“To Australia,” Robb clarified. “Where she has no links at all. That anyone knows about.”
Except that at one point, she met you.
Trent could feel Robb’s unspoken words hanging in the air between them. He swallowed heavily, picking his words carefully.
“Maybe that’s exactlywhyshe’s coming here?” he suggested. “Exactlybecauseshe has no links here? In that case, why would anyone suspect it, as opposed to somewhere she has known associates?”
Robb leaned back in his chair. “Maybe so,” he said, after a long pause.
Trent could feel the seconds ticking by as Robb gazed at him, his expression totally unreadable.
“Well. I’m sorry I couldn’t be more helpful,” Trent said finally, doing his best not to fidget. He felt like he often felt when subjected to Robb’s scrutiny: like he was Frodo Baggins doing his best to evade the eye of Sauron.
“Apparently not.” Robb’s tone was neutral, but his eyes were hard. Clearly, he suspected Trent knew more than he was letting on – but Robb hadn’t gotten to where he was by being easy to put one over on, Trent supposed. He guessed he should just feel lucky that Robb had chosen not to force the issue – for now, anyway.
“Can I go, then?” he asked hopefully, cocking his head. “I swear if I think of something, you’ll be the first to know.”
Robb stared at him a moment longer, before giving a quick, slight nod of his head. “All right.”
Trent stood up gratefully, almost forgetting his cup of coffee in his haste to get out of his boss’s sight.
Still, he didn’t feel completely comfortable, even when the office door was firmly closed behind him. Somehow, he felt Robb was watching him, even through the solid wood of the door.
But that feeling paled in comparison to the roaring unease that was tearing through his gut. A feeling that no shifter could help but feel when they knew their mate was in trouble.
We have to find her and help her,Trent’s kangaroo insisted – he felt like it was kicking at him, tearing at his chest with the claws on its powerful hind legs in its state of agitation. It was clear that it had gotten sick of being ignored, and it wasn’t going to let him push it away anymore.
I know we do,he told it sharply, shaking his head to try to clear it of the kangaroo’s frantic, aggressive insistence.But when I do, it has to actuallyhelpher. Not land her in more trouble than she’s already in. No matterwhyshe’s in it.
Despite its fury, the kangaroo actually seemed to see the sense in that. It backed off slightly, narrowing its eyes.
I don’t know how you can be so calm when our mate needs us,it said accusingly.Our mate needs us, and you’re drinking disgusting caffeinated water –
Don’t you think I want to help her as much as you do?Trent asked it, cutting it off angrily. To be honest, sometimes sharing his head with a massive, prehistoric kangaroo was like sharing a house with a belligerent housemate: it wanted everything done theexactway it wanted it done, and it wanted it donenow.
Thankfully, he’d learned how to reason with it over the years, otherwise he wasn’t sure he wouldn’t have just given up his shifter heritage and buried the animal so far in his psyche he never heard from it again.
“I need some time to think,” he muttered, as he headed down the corridor. If Robb’s friends were right and Zinawasin Australia, then that was good. At least he wouldn’t have to think up some excuse to head overseas to go looking for her.
But there’s just one problem.Well, two problems.
The first problem was that Australia was a big country, and Zina could be literally anywhere.
The second was that, while Trent knew down to his bones that Zina Alden was his mate, she didn’t seem to know at all thathewashers.
Chapter 2
Three years earlier – in London
Trent glanced up, watching as the last office worker rose from his desk, stretched, and then started shrugging on his heavy winter coat.
He’d been undercover here, posing as a cleaner, for the last four weeks. He’d been given the new name of Tony Landers, a totally clean background, and the credentials to spend his evenings here dumping rubbish out of people’s desk bins, running a vacuum over the carpet, and scrubbing the toilets. It was hardly the most glamorous of assignments, but then, one thing he’d quickly had to learn about this job was that it was ninety percent waiting around for something to happen, and only ten percent things actuallyhappening.
Well, at least something’s going to happen tonight,Trent thought, shaking out the rubbish from a desk bin into the bag he was carrying as the office worker ambled his way toward the exit. He’d finally gotten word that it was time to make a move.
It was funny how appearances could be deceiving – this place mightlooklike any other completely ordinary office, albeit with some pretty slick, modern interiors and some pretty fancy hardware sitting on the desks for what was supposedly an accountancy firm. And there was no doubt most of the people herehadbeen hired as accountants and staff, and probably had absolutely no idea what this company – Equitix Accounting – sidelined in.
But what they were, was a very, very high-end fencing organization – or in other words, a company that bought stolen goods and sold them on to the highest bidder.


Assignment: The expected output is the data below, character for character, without its pictures.

Records for processing:

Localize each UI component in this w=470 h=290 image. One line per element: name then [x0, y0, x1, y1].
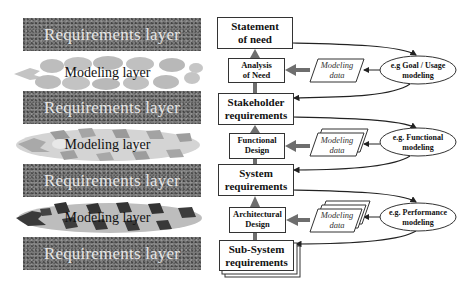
- modeling-data-label-1: Modeling data: [312, 60, 362, 80]
- box-line: System: [239, 167, 273, 180]
- ellipse-line: e.g Goal / Usage: [380, 61, 456, 71]
- box-line: requirements: [225, 180, 288, 193]
- ellipse-line: e.g. Functional: [380, 133, 456, 143]
- box-line: of Need: [243, 71, 271, 81]
- system-requirements-box: System requirements: [218, 164, 294, 196]
- goal-usage-modeling-label: e.g Goal / Usage modeling: [380, 61, 456, 80]
- ellipse-line: modeling: [380, 71, 456, 81]
- modeling-data-label-3: Modeling data: [312, 210, 362, 230]
- architectural-design-box: Architectural Design: [229, 207, 286, 233]
- para-line: Modeling: [312, 60, 362, 70]
- analysis-of-need-box: Analysis of Need: [228, 58, 285, 83]
- ellipse-line: modeling: [380, 143, 456, 153]
- functional-modeling-label: e.g. Functional modeling: [380, 133, 456, 152]
- performance-modeling-label: e.g. Performance modeling: [380, 208, 456, 227]
- functional-design-box: Functional Design: [229, 133, 285, 159]
- para-line: Modeling: [312, 210, 362, 220]
- para-line: Modeling: [312, 135, 362, 145]
- ellipse-line: modeling: [380, 218, 456, 228]
- box-line: requirements: [225, 109, 288, 122]
- para-line: data: [312, 145, 362, 155]
- box-line: Design: [245, 220, 270, 230]
- statement-of-need-box: Statement of need: [217, 17, 293, 49]
- box-line: requirements: [225, 256, 288, 269]
- box-line: Statement: [231, 20, 279, 33]
- para-line: data: [312, 220, 362, 230]
- stakeholder-requirements-box: Stakeholder requirements: [218, 93, 294, 125]
- box-line: Sub-System: [229, 243, 285, 256]
- box-line: of need: [238, 33, 272, 46]
- box-line: Design: [245, 146, 270, 156]
- box-line: Stakeholder: [228, 96, 285, 109]
- ellipse-line: e.g. Performance: [380, 208, 456, 218]
- modeling-data-label-2: Modeling data: [312, 135, 362, 155]
- sub-system-requirements-box: Sub-System requirements: [219, 240, 294, 271]
- para-line: data: [312, 70, 362, 80]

Your solution:
Localize each UI component in this w=470 h=290 image. One line per element: name then [x0, y0, x1, y1].
- modeling-data-label-1: Modeling data: [312, 60, 362, 80]
- box-line: System: [239, 167, 273, 180]
- ellipse-line: e.g Goal / Usage: [380, 61, 456, 71]
- box-line: requirements: [225, 180, 288, 193]
- ellipse-line: e.g. Functional: [380, 133, 456, 143]
- box-line: of Need: [243, 71, 271, 81]
- system-requirements-box: System requirements: [218, 164, 294, 196]
- goal-usage-modeling-label: e.g Goal / Usage modeling: [380, 61, 456, 80]
- ellipse-line: modeling: [380, 71, 456, 81]
- modeling-data-label-3: Modeling data: [312, 210, 362, 230]
- architectural-design-box: Architectural Design: [229, 207, 286, 233]
- para-line: Modeling: [312, 60, 362, 70]
- analysis-of-need-box: Analysis of Need: [228, 58, 285, 83]
- ellipse-line: modeling: [380, 143, 456, 153]
- functional-modeling-label: e.g. Functional modeling: [380, 133, 456, 152]
- performance-modeling-label: e.g. Performance modeling: [380, 208, 456, 227]
- functional-design-box: Functional Design: [229, 133, 285, 159]
- para-line: Modeling: [312, 210, 362, 220]
- para-line: Modeling: [312, 135, 362, 145]
- ellipse-line: modeling: [380, 218, 456, 228]
- box-line: requirements: [225, 109, 288, 122]
- para-line: data: [312, 145, 362, 155]
- box-line: Design: [245, 220, 270, 230]
- statement-of-need-box: Statement of need: [217, 17, 293, 49]
- box-line: requirements: [225, 256, 288, 269]
- box-line: Statement: [231, 20, 279, 33]
- para-line: data: [312, 220, 362, 230]
- stakeholder-requirements-box: Stakeholder requirements: [218, 93, 294, 125]
- box-line: Sub-System: [229, 243, 285, 256]
- box-line: of need: [238, 33, 272, 46]
- box-line: Design: [245, 146, 270, 156]
- box-line: Stakeholder: [228, 96, 285, 109]
- ellipse-line: e.g. Performance: [380, 208, 456, 218]
- modeling-data-label-2: Modeling data: [312, 135, 362, 155]
- sub-system-requirements-box: Sub-System requirements: [219, 240, 294, 271]
- para-line: data: [312, 70, 362, 80]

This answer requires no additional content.